For the past six years, I’ve been living my own romance story with my boyfriend. We met online, decided to meet in person and have been inseparable – first as friends and later as a couple. Still waiting on that walk down the isle though.
Reflecting on my love story, I sometimes think of the ones that I’ve read over the years in books and as short stories. And there is a trend for what we’re reading when it comes to love and romance.
If you would have asked me 10 years ago what came to mind when you said “Romance Novel,” an image of a bare-chested Fabio holding a woman in his arms, dressed in period clothing comes to mind. You know what I’m talking about… the trashy novels with a limited plot line and steamy lines of text that made you blush in the lunch cafeteria.
These novels are still being created today, but the trend in the romance genre has definitely shifted a bit. Front-runner in the shift would be famous author Nicholas Sparks, who made his debut in mainstreamAmerica with the addition of The Notebook that was later to become a movie.
Instead of focusing on the physical aspect of love and lust, this author has decided to take a different route and focus on the development of love. The Notebook, mentioned earlier, is a story about an elderly couple in which the woman has dementia and has forgotten her life and those she loves. Every day the husband spends his day telling his wife their love story, from the day they met until the day they marry, hoping for a glimmer of recognition by the audience of one. Finally, at the end she remembers and two die that night, not a storyteller and audience, but as husband and wife.
Other of his novels have similar themes in which two people meet by happenstance, often in a vulnerable place in their life so they’ll be open for starting a new connect with someone else, and we, as the audience, follow the story as their love progresses, overcoming many conflicts along the way. Inevitably, someone dies, and leaves the other to grieve and reflect on the short-lived (or long-lived love story).
I think the reason these stories are becoming so much more popular is because of the sentimentality that story line provokes in the readers. We understand because all of us have experienced a first love and some of us are still living the story of that first love.
What do you think? Are the housewives of American swapping their trashy, lust-filled novels for more sentimental stories of true love?
Note-to-Self: Re-read Memoirs of a Geisha. One of my favorite books.
Memoirs of a Geisha is one of mine too.
The Tudour Court Novels, By Phillipa Gregory-The Other Boleyn Girl-The Constant Princess [so sad!}-The Queen’s Fool-The Virgin’s LoverThe Twilight Series, By Stephenie Meyer-Twilight-New Moon-EclipseThe Luxe, By Anna Godbersen – Set 1899Atonement – Ian McEwan [I bought it a few days ago as I’m a big fan of the movie, and I wasn’t dpiisoanted] Set 1930 s, 1940 s and PresentNorth and South Elizabeth Gaskell Erm, during the British Industrail Revolution, in the mid-1800 sPride and Predjudice Jane Austen Early 1800 s, I think. I may be wrong.
You bring up some great examples. Thanks!
I think you’ve got the basic outline right. One thing I’d add, usaully in a romance the hero (it’s more usual that it’s the hero, but you can have it be the heroine) is somewhat tormented. There’s something in his/her past that has wounded him emotionally (like his wife cheating on him; his girlfriend dumping him for his best friend). To be together, the heroine has to break through the barriers the hero has put up to keep himself from being hurt again.BTW: When it seems that the protagonists are going to get together, a usual plot device is to have some misunderstanding occur between the two of them. Sometimes it’s caused by a third person perhaps even the man’s wife/girlfriend coming back into the picture and trying to get him back something like that. Or it could be that’s there’s been some hidden agenda on the part of one of the two. For instance, the man knew the woman had possession of a certain artifact that he’s been after but when he met her he never let her know that. Then, after she breaks through the wall he’s built around his heart (and they seem ready to get together), she finds out about the seeming betrayal another obstacle must be vanquished!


The problem » Exactly those lines that run from the one containing "What's the underlying" through the last line of the entries below should be printed, and no others.

(Collected data entries)
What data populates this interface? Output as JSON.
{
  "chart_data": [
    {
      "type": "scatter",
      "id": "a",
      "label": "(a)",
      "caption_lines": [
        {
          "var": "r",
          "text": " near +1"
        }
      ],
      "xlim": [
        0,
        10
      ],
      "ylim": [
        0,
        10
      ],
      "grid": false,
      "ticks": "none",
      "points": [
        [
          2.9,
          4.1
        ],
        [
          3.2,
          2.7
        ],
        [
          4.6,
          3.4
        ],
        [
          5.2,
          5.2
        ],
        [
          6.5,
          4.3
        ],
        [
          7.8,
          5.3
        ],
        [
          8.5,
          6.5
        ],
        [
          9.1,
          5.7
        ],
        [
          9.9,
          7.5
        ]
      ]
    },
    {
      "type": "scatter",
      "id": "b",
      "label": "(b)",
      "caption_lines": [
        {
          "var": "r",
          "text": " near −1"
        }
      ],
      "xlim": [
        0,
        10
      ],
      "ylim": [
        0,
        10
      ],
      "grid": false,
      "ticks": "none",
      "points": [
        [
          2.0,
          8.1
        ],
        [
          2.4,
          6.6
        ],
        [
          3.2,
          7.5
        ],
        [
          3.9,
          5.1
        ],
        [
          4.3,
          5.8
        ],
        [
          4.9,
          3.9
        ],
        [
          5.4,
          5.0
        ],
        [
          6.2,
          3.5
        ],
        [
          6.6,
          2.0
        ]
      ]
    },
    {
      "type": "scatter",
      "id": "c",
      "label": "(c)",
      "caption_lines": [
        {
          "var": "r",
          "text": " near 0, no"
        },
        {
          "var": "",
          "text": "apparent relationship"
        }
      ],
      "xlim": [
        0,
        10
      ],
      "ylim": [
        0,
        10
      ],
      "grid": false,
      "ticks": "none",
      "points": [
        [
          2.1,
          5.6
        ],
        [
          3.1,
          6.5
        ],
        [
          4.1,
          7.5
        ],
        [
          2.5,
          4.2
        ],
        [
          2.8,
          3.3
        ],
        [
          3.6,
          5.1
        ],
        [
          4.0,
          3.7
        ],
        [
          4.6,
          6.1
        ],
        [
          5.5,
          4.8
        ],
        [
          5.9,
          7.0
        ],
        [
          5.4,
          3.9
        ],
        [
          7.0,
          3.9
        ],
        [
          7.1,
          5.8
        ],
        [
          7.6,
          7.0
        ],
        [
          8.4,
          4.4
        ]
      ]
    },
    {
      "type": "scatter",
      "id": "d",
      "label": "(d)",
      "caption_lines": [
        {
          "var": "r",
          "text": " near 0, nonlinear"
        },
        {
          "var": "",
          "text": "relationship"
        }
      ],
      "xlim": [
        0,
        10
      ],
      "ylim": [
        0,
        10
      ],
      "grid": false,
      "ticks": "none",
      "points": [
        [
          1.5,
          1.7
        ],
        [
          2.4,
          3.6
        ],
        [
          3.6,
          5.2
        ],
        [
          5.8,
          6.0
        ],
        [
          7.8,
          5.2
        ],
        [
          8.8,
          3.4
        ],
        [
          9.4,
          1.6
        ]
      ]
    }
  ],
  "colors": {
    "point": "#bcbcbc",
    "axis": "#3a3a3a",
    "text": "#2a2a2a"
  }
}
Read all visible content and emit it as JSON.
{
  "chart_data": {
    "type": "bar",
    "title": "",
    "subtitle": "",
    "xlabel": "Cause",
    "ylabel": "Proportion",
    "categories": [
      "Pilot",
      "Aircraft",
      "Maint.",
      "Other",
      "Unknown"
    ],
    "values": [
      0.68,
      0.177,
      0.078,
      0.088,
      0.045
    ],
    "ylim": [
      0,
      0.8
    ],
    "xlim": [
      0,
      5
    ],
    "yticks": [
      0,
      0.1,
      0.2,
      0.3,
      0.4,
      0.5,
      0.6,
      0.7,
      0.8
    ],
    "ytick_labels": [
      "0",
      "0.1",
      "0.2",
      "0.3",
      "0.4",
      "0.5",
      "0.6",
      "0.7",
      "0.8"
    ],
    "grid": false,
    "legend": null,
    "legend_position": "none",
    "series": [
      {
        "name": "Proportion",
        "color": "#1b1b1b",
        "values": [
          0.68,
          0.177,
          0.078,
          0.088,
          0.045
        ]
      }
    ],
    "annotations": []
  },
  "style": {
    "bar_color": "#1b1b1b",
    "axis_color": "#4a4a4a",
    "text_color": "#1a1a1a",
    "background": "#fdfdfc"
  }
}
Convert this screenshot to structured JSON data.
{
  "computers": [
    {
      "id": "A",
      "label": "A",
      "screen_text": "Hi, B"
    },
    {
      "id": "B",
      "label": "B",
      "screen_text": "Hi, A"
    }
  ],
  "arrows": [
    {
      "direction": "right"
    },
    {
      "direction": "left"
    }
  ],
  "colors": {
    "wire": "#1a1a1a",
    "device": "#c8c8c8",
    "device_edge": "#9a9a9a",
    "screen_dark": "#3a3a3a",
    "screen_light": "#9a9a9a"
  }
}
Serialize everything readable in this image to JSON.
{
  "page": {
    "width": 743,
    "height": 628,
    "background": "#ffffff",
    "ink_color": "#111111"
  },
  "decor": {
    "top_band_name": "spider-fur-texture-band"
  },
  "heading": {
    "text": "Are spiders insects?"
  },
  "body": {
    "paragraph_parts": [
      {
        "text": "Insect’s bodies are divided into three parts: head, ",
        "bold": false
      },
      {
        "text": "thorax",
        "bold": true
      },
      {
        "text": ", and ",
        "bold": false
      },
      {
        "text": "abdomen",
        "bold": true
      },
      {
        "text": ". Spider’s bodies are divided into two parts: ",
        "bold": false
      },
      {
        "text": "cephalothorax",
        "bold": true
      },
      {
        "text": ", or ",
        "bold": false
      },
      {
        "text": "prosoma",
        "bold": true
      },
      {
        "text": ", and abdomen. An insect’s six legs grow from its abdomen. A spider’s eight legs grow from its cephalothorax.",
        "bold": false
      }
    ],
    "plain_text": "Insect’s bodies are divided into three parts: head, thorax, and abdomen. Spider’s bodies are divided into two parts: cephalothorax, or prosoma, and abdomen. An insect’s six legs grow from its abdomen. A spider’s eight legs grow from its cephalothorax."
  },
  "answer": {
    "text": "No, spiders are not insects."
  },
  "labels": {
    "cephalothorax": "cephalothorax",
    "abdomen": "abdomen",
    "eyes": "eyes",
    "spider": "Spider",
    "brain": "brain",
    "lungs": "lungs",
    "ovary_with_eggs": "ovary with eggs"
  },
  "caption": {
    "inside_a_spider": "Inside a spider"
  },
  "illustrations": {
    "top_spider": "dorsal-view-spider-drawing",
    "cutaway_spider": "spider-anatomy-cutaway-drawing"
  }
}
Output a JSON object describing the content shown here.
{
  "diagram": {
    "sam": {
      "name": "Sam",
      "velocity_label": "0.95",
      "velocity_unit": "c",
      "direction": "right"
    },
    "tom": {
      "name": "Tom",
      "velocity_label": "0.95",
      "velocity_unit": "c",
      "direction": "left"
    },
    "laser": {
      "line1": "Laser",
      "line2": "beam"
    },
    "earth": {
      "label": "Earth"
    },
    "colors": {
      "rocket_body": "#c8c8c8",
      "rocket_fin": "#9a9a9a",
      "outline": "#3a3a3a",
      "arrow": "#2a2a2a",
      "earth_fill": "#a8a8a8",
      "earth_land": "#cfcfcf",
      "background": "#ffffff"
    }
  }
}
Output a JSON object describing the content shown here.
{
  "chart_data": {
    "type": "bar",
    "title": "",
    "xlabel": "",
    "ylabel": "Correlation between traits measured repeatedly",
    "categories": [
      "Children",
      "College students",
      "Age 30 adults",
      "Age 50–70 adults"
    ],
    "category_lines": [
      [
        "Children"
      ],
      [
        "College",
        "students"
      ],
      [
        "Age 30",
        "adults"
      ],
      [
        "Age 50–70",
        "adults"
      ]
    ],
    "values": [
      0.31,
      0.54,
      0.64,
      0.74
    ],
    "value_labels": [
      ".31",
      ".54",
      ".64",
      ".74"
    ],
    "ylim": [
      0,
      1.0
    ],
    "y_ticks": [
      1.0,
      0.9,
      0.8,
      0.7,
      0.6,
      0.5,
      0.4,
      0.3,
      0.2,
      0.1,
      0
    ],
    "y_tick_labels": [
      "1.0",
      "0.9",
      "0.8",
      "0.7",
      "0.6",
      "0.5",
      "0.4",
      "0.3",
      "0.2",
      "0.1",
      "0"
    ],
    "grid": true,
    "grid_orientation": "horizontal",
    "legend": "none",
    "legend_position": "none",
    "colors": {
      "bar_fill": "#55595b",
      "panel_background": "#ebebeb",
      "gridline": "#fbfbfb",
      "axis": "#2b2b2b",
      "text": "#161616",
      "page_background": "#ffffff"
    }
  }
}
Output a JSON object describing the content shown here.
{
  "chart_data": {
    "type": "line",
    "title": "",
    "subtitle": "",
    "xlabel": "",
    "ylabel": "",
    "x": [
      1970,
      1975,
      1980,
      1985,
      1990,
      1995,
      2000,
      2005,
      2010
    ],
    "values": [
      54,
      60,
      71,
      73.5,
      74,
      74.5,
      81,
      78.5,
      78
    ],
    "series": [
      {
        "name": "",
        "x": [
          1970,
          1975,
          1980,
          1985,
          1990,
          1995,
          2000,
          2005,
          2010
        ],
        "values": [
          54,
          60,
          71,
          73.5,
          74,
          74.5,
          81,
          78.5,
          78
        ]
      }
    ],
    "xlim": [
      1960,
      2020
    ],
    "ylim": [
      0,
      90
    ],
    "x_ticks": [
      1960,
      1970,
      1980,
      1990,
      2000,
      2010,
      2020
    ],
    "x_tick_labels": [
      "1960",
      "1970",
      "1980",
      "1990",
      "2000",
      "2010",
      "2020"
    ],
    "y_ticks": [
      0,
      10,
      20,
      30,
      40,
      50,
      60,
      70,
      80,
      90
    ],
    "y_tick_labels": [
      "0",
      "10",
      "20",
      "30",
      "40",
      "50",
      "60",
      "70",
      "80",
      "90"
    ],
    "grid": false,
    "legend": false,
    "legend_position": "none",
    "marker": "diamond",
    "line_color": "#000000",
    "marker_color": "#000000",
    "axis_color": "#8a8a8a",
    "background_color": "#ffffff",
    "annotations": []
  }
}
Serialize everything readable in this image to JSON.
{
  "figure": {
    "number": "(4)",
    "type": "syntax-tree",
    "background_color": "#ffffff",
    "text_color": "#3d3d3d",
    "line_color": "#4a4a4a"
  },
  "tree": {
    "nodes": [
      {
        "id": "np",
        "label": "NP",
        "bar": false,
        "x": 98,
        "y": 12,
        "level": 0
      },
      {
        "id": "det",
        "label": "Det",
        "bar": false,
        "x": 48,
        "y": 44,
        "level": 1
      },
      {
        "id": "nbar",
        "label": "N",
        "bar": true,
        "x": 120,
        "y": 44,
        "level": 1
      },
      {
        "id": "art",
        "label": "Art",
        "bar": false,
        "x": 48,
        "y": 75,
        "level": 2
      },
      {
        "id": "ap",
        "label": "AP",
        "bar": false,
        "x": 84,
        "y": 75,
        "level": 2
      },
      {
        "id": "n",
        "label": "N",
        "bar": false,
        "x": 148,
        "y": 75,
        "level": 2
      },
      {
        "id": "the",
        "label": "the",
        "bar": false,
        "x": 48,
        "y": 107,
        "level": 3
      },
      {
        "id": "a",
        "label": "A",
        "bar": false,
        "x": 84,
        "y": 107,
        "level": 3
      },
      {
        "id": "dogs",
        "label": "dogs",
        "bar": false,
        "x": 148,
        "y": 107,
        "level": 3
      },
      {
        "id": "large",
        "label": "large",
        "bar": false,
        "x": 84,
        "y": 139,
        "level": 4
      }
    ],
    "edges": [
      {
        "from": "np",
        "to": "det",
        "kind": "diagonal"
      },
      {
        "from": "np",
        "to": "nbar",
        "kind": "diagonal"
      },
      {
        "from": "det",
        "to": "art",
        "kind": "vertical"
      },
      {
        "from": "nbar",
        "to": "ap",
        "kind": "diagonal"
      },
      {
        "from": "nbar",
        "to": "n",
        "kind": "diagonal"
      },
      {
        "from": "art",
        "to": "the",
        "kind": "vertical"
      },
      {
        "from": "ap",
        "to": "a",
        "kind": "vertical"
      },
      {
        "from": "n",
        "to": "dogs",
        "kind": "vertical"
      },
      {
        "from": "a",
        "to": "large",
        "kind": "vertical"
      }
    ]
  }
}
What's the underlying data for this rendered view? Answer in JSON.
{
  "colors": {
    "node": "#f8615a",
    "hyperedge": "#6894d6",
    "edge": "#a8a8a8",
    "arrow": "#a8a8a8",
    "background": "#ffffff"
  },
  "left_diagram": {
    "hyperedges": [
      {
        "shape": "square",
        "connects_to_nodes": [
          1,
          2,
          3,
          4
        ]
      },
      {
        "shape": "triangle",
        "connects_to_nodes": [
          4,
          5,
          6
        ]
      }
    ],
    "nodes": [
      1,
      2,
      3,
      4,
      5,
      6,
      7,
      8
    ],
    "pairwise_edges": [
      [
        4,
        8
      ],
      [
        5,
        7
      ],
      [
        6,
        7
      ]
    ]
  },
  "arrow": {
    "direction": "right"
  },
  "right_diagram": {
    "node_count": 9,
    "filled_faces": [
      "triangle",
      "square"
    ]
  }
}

Response »
What's the underlying data for this rendered view? Answer in JSON.
{
  "colors": {
    "node": "#f8615a",
    "hyperedge": "#6894d6",
    "edge": "#a8a8a8",
    "arrow": "#a8a8a8",
    "background": "#ffffff"
  },
  "left_diagram": {
    "hyperedges": [
      {
        "shape": "square",
        "connects_to_nodes": [
          1,
          2,
          3,
          4
        ]
      },
      {
        "shape": "triangle",
        "connects_to_nodes": [
          4,
          5,
          6
        ]
      }
    ],
    "nodes": [
      1,
      2,
      3,
      4,
      5,
      6,
      7,
      8
    ],
    "pairwise_edges": [
      [
        4,
        8
      ],
      [
        5,
        7
      ],
      [
        6,
        7
      ]
    ]
  },
  "arrow": {
    "direction": "right"
  },
  "right_diagram": {
    "node_count": 9,
    "filled_faces": [
      "triangle",
      "square"
    ]
  }
}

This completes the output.